MyCSP has said it notified all 1.5 million pensioners of the changeover from Capita, something disputed by several pensioners. One former civil servant, now living in Spain, says neither he nor his wife received any notification and describes the communications from MyCSP as “a pretty amateurish setup”.

The situation has been complicated by the move to a new civil service pension scheme, alpha, on 1 April 2015. That does not, in itself, seem to have caused additional problems, but former civil servants are already infuriated by poor service from the provider.

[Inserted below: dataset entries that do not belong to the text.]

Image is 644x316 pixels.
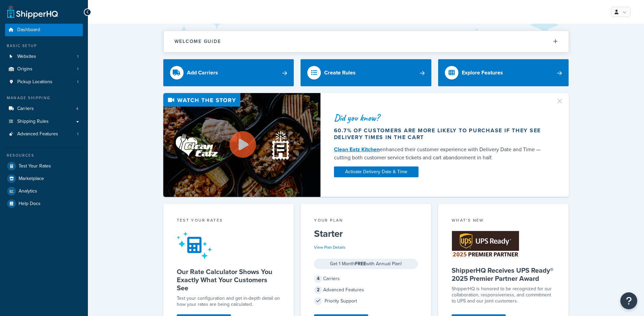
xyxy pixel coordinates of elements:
a: Activate Delivery Date & Time [334,166,419,177]
span: Analytics [18,188,37,194]
div: Explore Features [462,68,503,77]
h5: Starter [314,228,418,239]
div: What's New [451,217,555,225]
div: Test your configuration and get in-depth detail on how your rates are being calculated. [176,296,281,307]
span: Advanced Features [18,131,58,137]
div: Resources [5,153,83,158]
a: Shipping Rules [5,115,83,128]
div: Create Rules [324,68,355,77]
a: Explore Features [438,59,569,86]
span: Pickup Locations [18,79,53,85]
li: Carriers [5,102,83,115]
a: View Plan Details [314,244,346,250]
a: Pickup Locations1 [5,76,83,88]
a: Clean Eatz Kitchen [334,145,379,153]
a: Test Your Rates [5,160,83,172]
span: Marketplace [18,176,44,182]
span: 4 [76,106,79,112]
div: Advanced Features [314,285,418,295]
div: Priority Support [314,296,418,306]
img: Video thumbnail [163,93,320,197]
li: Websites [5,50,83,63]
a: Create Rules [300,59,431,86]
a: Dashboard [5,23,83,36]
a: Help Docs [5,198,83,209]
div: Basic Setup [5,43,83,49]
div: Test your rates [176,217,281,225]
div: 60.7% of customers are more likely to purchase if they see delivery times in the cart [334,127,548,141]
a: Marketplace [5,172,83,185]
a: Add Carriers [163,59,294,86]
a: Advanced Features1 [5,128,83,140]
span: Websites [18,54,36,60]
button: Welcome Guide [163,31,568,52]
span: 1 [77,66,79,72]
h5: ShipperHQ Receives UPS Ready® 2025 Premier Partner Award [451,266,555,282]
span: Test Your Rates [18,163,51,169]
li: Pickup Locations [5,76,83,88]
h2: Welcome Guide [174,39,221,44]
strong: FREE [355,260,366,267]
div: Get 1 Month with Annual Plan! [314,258,418,269]
a: Websites1 [5,50,83,63]
span: Carriers [18,106,34,112]
h5: Our Rate Calculator Shows You Exactly What Your Customers See [176,268,281,292]
div: Did you know? [334,113,548,123]
span: Origins [18,66,32,72]
li: Origins [5,63,83,75]
span: 1 [77,131,79,137]
a: Origins1 [5,63,83,75]
span: 1 [77,79,79,85]
div: Carriers [314,274,418,283]
div: Manage Shipping [5,95,83,101]
div: Your Plan [314,217,418,225]
span: 2 [314,286,322,294]
button: Open Resource Center [620,292,637,309]
span: Dashboard [18,27,40,33]
span: 4 [314,274,322,282]
span: 1 [77,54,79,60]
span: Shipping Rules [18,119,49,125]
span: Help Docs [18,201,41,207]
p: ShipperHQ is honored to be recognized for our collaboration, responsiveness, and commitment to UP... [451,286,555,304]
li: Advanced Features [5,128,83,140]
div: enhanced their customer experience with Delivery Date and Time — cutting both customer service ti... [334,145,548,162]
a: Carriers4 [5,102,83,115]
div: Add Carriers [187,68,218,77]
a: Analytics [5,185,83,197]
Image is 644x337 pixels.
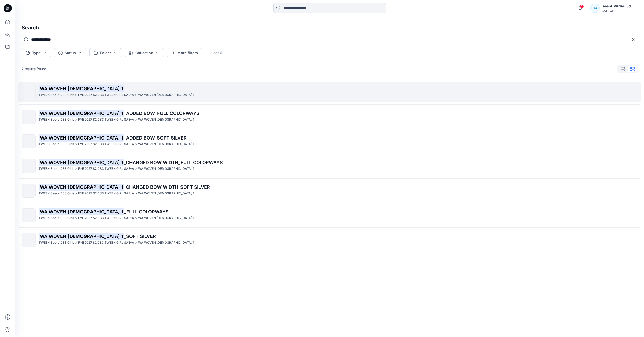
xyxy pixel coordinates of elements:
[38,166,74,172] p: TWEEN Sae-a D33 Girls
[138,166,195,172] p: WA WOVEN CAMI 1
[17,20,642,35] h4: Search
[78,92,134,98] p: FYE 2027 S2 D33 TWEEN GIRL SAE-A
[38,85,124,92] mark: WA WOVEN [DEMOGRAPHIC_DATA] 1
[135,191,137,196] p: >
[135,240,137,245] p: >
[602,3,637,9] div: Sae-A Virtual 3d Team
[138,216,195,221] p: WA WOVEN CAMI 1
[167,48,203,57] button: More filters
[78,191,134,196] p: FYE 2027 S2 D33 TWEEN GIRL SAE-A
[78,166,134,172] p: FYE 2027 S2 D33 TWEEN GIRL SAE-A
[78,216,134,221] p: FYE 2027 S2 D33 TWEEN GIRL SAE-A
[38,191,74,196] p: TWEEN Sae-a D33 Girls
[38,110,124,117] mark: WA WOVEN [DEMOGRAPHIC_DATA] 1
[591,3,600,13] div: SA
[135,117,137,123] p: >
[124,185,210,190] span: _CHANGED BOW WIDTH_SOFT SILVER
[75,240,77,245] p: >
[19,107,641,127] a: WA WOVEN [DEMOGRAPHIC_DATA] 1_ADDED BOW_FULL COLORWAYSTWEEN Sae-a D33 Girls>FYE 2027 S2 D33 TWEEN...
[124,234,156,239] span: _SOFT SILVER
[75,216,77,221] p: >
[135,216,137,221] p: >
[90,48,122,57] button: Folder
[38,92,74,98] p: TWEEN Sae-a D33 Girls
[75,166,77,172] p: >
[124,209,168,214] span: _FULL COLORWAYS
[19,181,641,201] a: WA WOVEN [DEMOGRAPHIC_DATA] 1_CHANGED BOW WIDTH_SOFT SILVERTWEEN Sae-a D33 Girls>FYE 2027 S2 D33 ...
[54,48,87,57] button: Status
[19,205,641,226] a: WA WOVEN [DEMOGRAPHIC_DATA] 1_FULL COLORWAYSTWEEN Sae-a D33 Girls>FYE 2027 S2 D33 TWEEN GIRL SAE-...
[75,117,77,123] p: >
[602,9,637,13] div: Walmart
[78,240,134,245] p: FYE 2027 S2 D33 TWEEN GIRL SAE-A
[38,233,124,240] mark: WA WOVEN [DEMOGRAPHIC_DATA] 1
[138,191,195,196] p: WA WOVEN CAMI 1
[21,66,47,72] p: 7 results found
[124,135,186,141] span: _ADDED BOW_SOFT SILVER
[138,117,195,123] p: WA WOVEN CAMI 1
[580,4,584,8] span: 1
[19,230,641,250] a: WA WOVEN [DEMOGRAPHIC_DATA] 1_SOFT SILVERTWEEN Sae-a D33 Girls>FYE 2027 S2 D33 TWEEN GIRL SAE-A>W...
[124,110,199,116] span: _ADDED BOW_FULL COLORWAYS
[78,142,134,147] p: FYE 2027 S2 D33 TWEEN GIRL SAE-A
[38,240,74,245] p: TWEEN Sae-a D33 Girls
[19,132,641,151] a: WA WOVEN [DEMOGRAPHIC_DATA] 1_ADDED BOW_SOFT SILVERTWEEN Sae-a D33 Girls>FYE 2027 S2 D33 TWEEN GI...
[125,48,164,57] button: Collection
[38,159,124,166] mark: WA WOVEN [DEMOGRAPHIC_DATA] 1
[138,92,195,98] p: WA WOVEN CAMI 1
[138,240,195,245] p: WA WOVEN CAMI 1
[19,82,641,102] a: WA WOVEN [DEMOGRAPHIC_DATA] 1TWEEN Sae-a D33 Girls>FYE 2027 S2 D33 TWEEN GIRL SAE-A>WA WOVEN [DEM...
[38,183,124,191] mark: WA WOVEN [DEMOGRAPHIC_DATA] 1
[38,117,74,123] p: TWEEN Sae-a D33 Girls
[124,160,223,165] span: _CHANGED BOW WIDTH_FULL COLORWAYS
[19,156,641,177] a: WA WOVEN [DEMOGRAPHIC_DATA] 1_CHANGED BOW WIDTH_FULL COLORWAYSTWEEN Sae-a D33 Girls>FYE 2027 S2 D...
[78,117,134,123] p: FYE 2027 S2 D33 TWEEN GIRL SAE-A
[21,48,51,57] button: Type
[38,134,124,142] mark: WA WOVEN [DEMOGRAPHIC_DATA] 1
[135,142,137,147] p: >
[135,92,137,98] p: >
[135,166,137,172] p: >
[75,142,77,147] p: >
[38,216,74,221] p: TWEEN Sae-a D33 Girls
[38,142,74,147] p: TWEEN Sae-a D33 Girls
[38,208,124,215] mark: WA WOVEN [DEMOGRAPHIC_DATA] 1
[75,191,77,196] p: >
[138,142,195,147] p: WA WOVEN CAMI 1
[75,92,77,98] p: >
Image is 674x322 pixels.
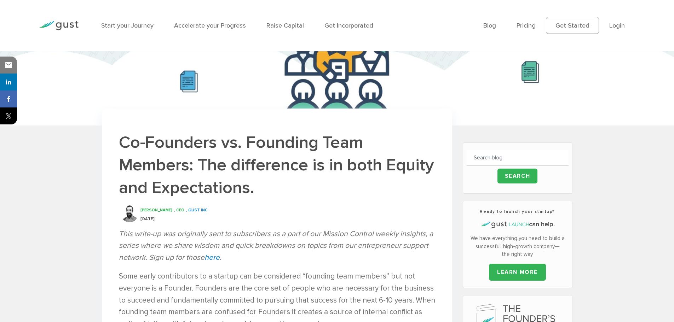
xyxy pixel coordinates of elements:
a: LEARN MORE [489,264,546,281]
a: Login [609,22,624,29]
input: Search blog [466,150,568,166]
a: Get Incorporated [324,22,373,29]
a: Raise Capital [266,22,304,29]
span: , Gust INC [186,208,208,213]
p: We have everything you need to build a successful, high-growth company—the right way. [466,234,568,258]
img: Peter Swan [121,205,138,222]
a: Pricing [516,22,535,29]
img: Gust Logo [39,21,79,30]
span: , CEO [174,208,184,213]
input: Search [497,169,537,184]
h4: can help. [466,220,568,229]
span: [DATE] [140,217,155,221]
h3: Ready to launch your startup? [466,208,568,215]
em: This write-up was originally sent to subscribers as a part of our Mission Control weekly insights... [119,229,433,262]
a: Start your Journey [101,22,153,29]
a: here [204,253,220,262]
a: Get Started [546,17,599,34]
h1: Co-Founders vs. Founding Team Members: The difference is in both Equity and Expectations. [119,131,435,199]
a: Blog [483,22,496,29]
a: Accelerate your Progress [174,22,246,29]
span: [PERSON_NAME] [140,208,172,213]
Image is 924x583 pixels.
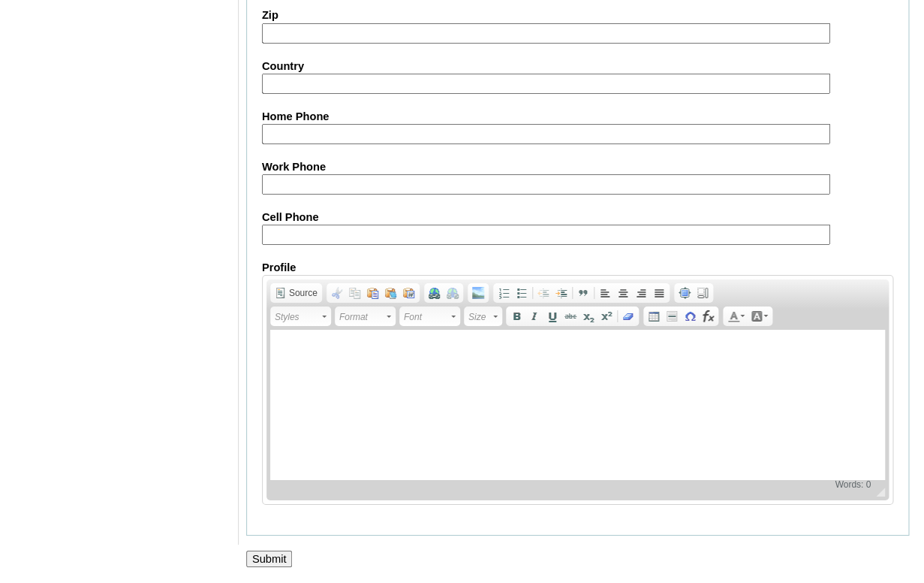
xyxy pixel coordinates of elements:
label: Work Phone [262,159,893,175]
a: Table [644,308,662,324]
label: Cell Phone [262,209,893,226]
a: Text Color [724,308,748,324]
a: Maximize [676,284,694,301]
a: Paste from Word [400,284,418,301]
a: Align Left [596,284,614,301]
a: Format [334,306,395,326]
a: Bold [507,308,525,324]
a: Paste [364,284,382,301]
a: Source [272,284,320,301]
label: Zip [262,8,893,24]
label: Country [262,59,893,74]
div: Statistics [832,479,874,490]
a: Increase Indent [552,284,570,301]
span: Font [404,308,449,326]
a: Copy [346,284,364,301]
a: Size [464,306,502,326]
input: Submit [246,551,293,567]
a: Decrease Indent [534,284,552,301]
a: Center [614,284,632,301]
a: Justify [650,284,668,301]
a: Underline [543,308,561,324]
a: Italic [525,308,543,324]
a: Insert Special Character [680,308,698,324]
label: Profile [262,260,893,276]
a: Superscript [597,308,615,324]
span: Styles [275,308,319,326]
a: Insert/Remove Bulleted List [513,284,531,301]
a: Show Blocks [694,284,712,301]
a: Insert Horizontal Line [662,308,680,324]
a: Align Right [632,284,650,301]
a: Add Image [469,284,487,301]
a: Link [425,284,443,301]
span: Resize [867,487,885,497]
a: Insert/Remove Numbered List [495,284,513,301]
a: Strike Through [561,308,579,324]
a: Background Color [748,308,771,324]
a: Insert Equation [698,308,716,324]
span: Words: 0 [832,479,874,490]
a: Cut [328,284,346,301]
a: Remove Format [619,308,637,324]
span: Size [468,308,491,326]
span: Format [339,308,384,326]
iframe: Rich Text Editor, AboutMe [270,330,885,480]
span: Source [287,287,317,299]
label: Home Phone [262,109,893,125]
a: Font [399,306,460,326]
a: Subscript [579,308,597,324]
a: Block Quote [574,284,592,301]
a: Unlink [443,284,461,301]
a: Paste as plain text [382,284,400,301]
a: Styles [270,306,331,326]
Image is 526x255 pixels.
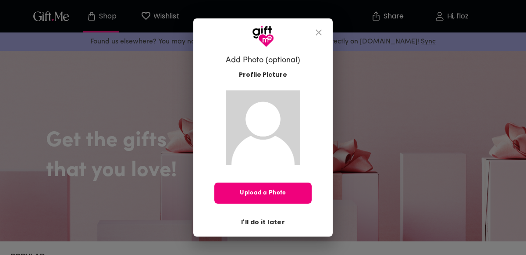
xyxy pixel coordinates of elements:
button: Upload a Photo [214,182,312,203]
img: Gift.me default profile picture [226,90,300,165]
button: I'll do it later [238,214,288,229]
span: Profile Picture [239,70,287,79]
span: I'll do it later [241,217,285,227]
h6: Add Photo (optional) [226,55,300,66]
span: Upload a Photo [214,188,312,198]
button: close [308,22,329,43]
img: GiftMe Logo [252,25,274,47]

One former government employee, who worked in HR until his retirement, says that in his former role he received numerous complaints from staff that they could not get through to MyCSP and there were delays in the payment of lump sums and pensions.

“I am now experiencing some of that incompetence regarding my own pension scheme,” he says.

This former civil servant was asked for information about his civil service career, as MyCSP said it no longer held the records. “I then received a pension statement full of incorrect information and missing three other years of service,” he says. “I find it astonishing that the government considers MyCSP and other mutuals a success.”

Another former civil servant, Gerald Parker, says that after several reminders, his lump sum was paid two months late and his pension a month late. “I was not offered emergency payments to tide me over, and staff advice on whether I could get any varied,” he says. “Staff are unfailingly courteous and helpful, but performance falls short.”

Parker has made a detailed note of every time he has called MyCSP – problems include someone promising on 27 March to get a supervisor to call back. “It later emerged that he failed to record the call, hence the lady who answered my second call on 8 April wasn’t aware that I was waiting for someone to call me back,” he says.

Civil service unions have been trying to get satisfactory answers about the poor service at MyCSP’s service. On 14 May, the FDA, the union that represents 18,000 senior civil servants, passed a resolution noting with concern the deterioriation in the service provided to members of civil service pension schemes. The union wants talks to ensure the situation is corrected within a reasonable time; otherwise, it says, administration of civil service pensions should be transferred to another provider or brought back in-house.

PCS, the largest civil service union, has set up a form for members whose pensions are more than three months overdue. An official at the union says Maude and the new government should reflect on the “chaos” caused by imposing mutualisation on MyCSP. “It’s been a textbook case of the failure of ideology over service delivery,” he says.

MyCSP, which handles some 60,000 new claims a month, saysmany of the problems have been caused by a longstanding lack of investment in technology and the challenge of bringing together different departmental pension schemes into a single system.

“MyCSP has spent a lot of time and resources rationalising what were a lot of different systems into a single database and a single data centre,” a spokesperson says.

This meant that the company had to bring together data from different departments and often that data was not reliable.

“We acknowledge that some people have had issues,” the spokesperson says. “But there have been many years of underinvestment and a lack of joined-up systems.”

MyCSP has acknowledged that customers have faced considerable delays in trying to get through to the single contact centre in Liverpool. The company says it has hired and trained 250 more staff since last September, most of whom are working in the call centre, and that waiting times are now down to under three minutes.

Whether this message is getting through to those still waiting for pension payments is another matter. Another former government staff member emailed MyCSP five months before retirement, following up via email and phone calls.

“A month after I should have been in receipt of my pension, I do not even have the reassurance that they know I exist, let alone the schedule of service and calculations I asked for more than six months ago,” he says. “I would like to know that I am going to get a pension at all, and how much it will be. This does not seem unreasonable.”